Monumental 37Ft-Long Indian Scroll Goes On Public View For The First Time At Yale Center For British Art The Art Newspaper International Art News And Events
After two years of conservation, a 37-foot-long early 19th-century Indian scroll is being shown publicly for the first time at the Yale Center for British Art (YCBA) in New Haven, Connecticut. The work, known as the Lucknow scroll or Lucknow from the Gomti, anchors the exhibition Painters, Ports and Profits: Artists and the East India Company, 1750-1850, where questions of empire, commerce and artistic exchange are rendered in unusually tangible form.
Because of the scroll's scale and fragility, the museum is displaying only half of it at a time. The work will be unrolled in sections over the course of the exhibition, which runs until June 21, allowing repeat visitors to encounter different passages while also limiting light exposure. The format is practical, but it also restores the object's original logic: a narrative image meant to unfold gradually, not all at once.
Made between 1821 and 1826, the scroll is composed of 33 joined sheets of laid paper and executed in watercolour, gouache and gold. It presents a sweeping view of Lucknow in northern India from across the Gomti River, moving from palaces and mosques to workshops, warehouses and vernacular buildings. The image was created during the reign of Ghazi-ud-Din Haidar Shah, who declared independence from the Mughal emperor in 1819 and launched ambitious building campaigns that reshaped the city.
The work's makers remain unknown, as does its patron. Yet the inscriptions suggest a close relationship to the ruler rather than to the East India Company, raising the possibility that it was made for, or in honor of, the court - perhaps at the request of an elite woman in his retinue. The curators, Laurel O. Peterson and Holly Shaffer, note that scrolls occupied a wide social range on the Indian subcontinent: they could serve devotional storytelling, domestic entertainment, or even function as luxury souvenirs in early 19th-century Britain.
Conservation also yielded a significant material clue: a watermark from the British mill of James Whatman, which helped refine the scroll's dating and place it within broader trade networks. According to assistant paper conservator Anita Dey, the object's layered construction had caused distortions and structural weakness over time, making stabilization essential before it could be safely displayed.
The result is a rare public encounter with an object that is at once pictorial, political and deeply material. In a single work, the YCBA has brought together the visual culture of northern India, the mechanics of paper conservation and the entangled histories of empire that shaped both.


◆ **WORK TO BE COMPLETED**:
From the line containing "Image is 585x437 pixels." to the last line of the records below, repeat every line exactly and add nothing else.

◆ **MATERIAL TO PROCESS**:
■ ■ ■ ■ ■

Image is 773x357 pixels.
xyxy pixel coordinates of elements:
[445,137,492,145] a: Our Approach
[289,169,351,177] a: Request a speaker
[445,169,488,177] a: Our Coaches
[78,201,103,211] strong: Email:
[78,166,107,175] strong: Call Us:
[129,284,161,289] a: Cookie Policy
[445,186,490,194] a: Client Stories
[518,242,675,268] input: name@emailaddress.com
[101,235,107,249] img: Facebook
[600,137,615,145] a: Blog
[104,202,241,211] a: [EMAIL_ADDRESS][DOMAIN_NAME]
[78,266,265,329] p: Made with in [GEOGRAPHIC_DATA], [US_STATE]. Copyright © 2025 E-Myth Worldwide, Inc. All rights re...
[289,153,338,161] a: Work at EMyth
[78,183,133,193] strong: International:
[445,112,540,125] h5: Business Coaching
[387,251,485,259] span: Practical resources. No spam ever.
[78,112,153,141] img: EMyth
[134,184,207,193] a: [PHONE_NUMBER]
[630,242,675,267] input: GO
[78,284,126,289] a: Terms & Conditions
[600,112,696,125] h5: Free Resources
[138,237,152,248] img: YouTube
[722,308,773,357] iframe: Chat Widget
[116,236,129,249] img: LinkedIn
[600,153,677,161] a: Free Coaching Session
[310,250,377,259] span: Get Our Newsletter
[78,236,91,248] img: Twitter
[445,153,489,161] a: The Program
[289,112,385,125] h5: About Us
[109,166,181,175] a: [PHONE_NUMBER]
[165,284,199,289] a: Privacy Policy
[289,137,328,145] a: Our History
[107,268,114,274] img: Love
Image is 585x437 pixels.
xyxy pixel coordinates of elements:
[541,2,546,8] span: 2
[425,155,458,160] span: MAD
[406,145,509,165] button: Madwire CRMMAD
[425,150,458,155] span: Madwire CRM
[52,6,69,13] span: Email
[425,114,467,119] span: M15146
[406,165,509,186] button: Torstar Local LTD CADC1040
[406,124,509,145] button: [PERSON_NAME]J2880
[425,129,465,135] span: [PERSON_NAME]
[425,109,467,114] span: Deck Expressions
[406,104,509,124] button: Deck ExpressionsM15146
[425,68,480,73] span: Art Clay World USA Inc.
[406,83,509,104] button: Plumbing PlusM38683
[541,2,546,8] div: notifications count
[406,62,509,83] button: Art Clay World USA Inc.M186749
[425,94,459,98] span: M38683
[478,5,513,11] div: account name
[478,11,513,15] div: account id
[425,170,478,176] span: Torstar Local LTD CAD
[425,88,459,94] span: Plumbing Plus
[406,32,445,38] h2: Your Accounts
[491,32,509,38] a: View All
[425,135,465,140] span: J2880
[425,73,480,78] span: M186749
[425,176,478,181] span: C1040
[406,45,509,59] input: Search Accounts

■ ■ ■ ■ ■

◆ **SOLUTION TO THIS EXERCISE**:
Image is 585x437 pixels.
xyxy pixel coordinates of elements:
[541,2,546,8] span: 2
[425,155,458,160] span: MAD
[406,145,509,165] button: Madwire CRMMAD
[425,150,458,155] span: Madwire CRM
[52,6,69,13] span: Email
[425,114,467,119] span: M15146
[406,165,509,186] button: Torstar Local LTD CADC1040
[406,124,509,145] button: [PERSON_NAME]J2880
[425,129,465,135] span: [PERSON_NAME]
[425,109,467,114] span: Deck Expressions
[406,104,509,124] button: Deck ExpressionsM15146
[425,68,480,73] span: Art Clay World USA Inc.
[406,83,509,104] button: Plumbing PlusM38683
[541,2,546,8] div: notifications count
[406,62,509,83] button: Art Clay World USA Inc.M186749
[425,94,459,98] span: M38683
[478,5,513,11] div: account name
[478,11,513,15] div: account id
[425,170,478,176] span: Torstar Local LTD CAD
[425,88,459,94] span: Plumbing Plus
[406,32,445,38] h2: Your Accounts
[491,32,509,38] a: View All
[425,135,465,140] span: J2880
[425,73,480,78] span: M186749
[425,176,478,181] span: C1040
[406,45,509,59] input: Search Accounts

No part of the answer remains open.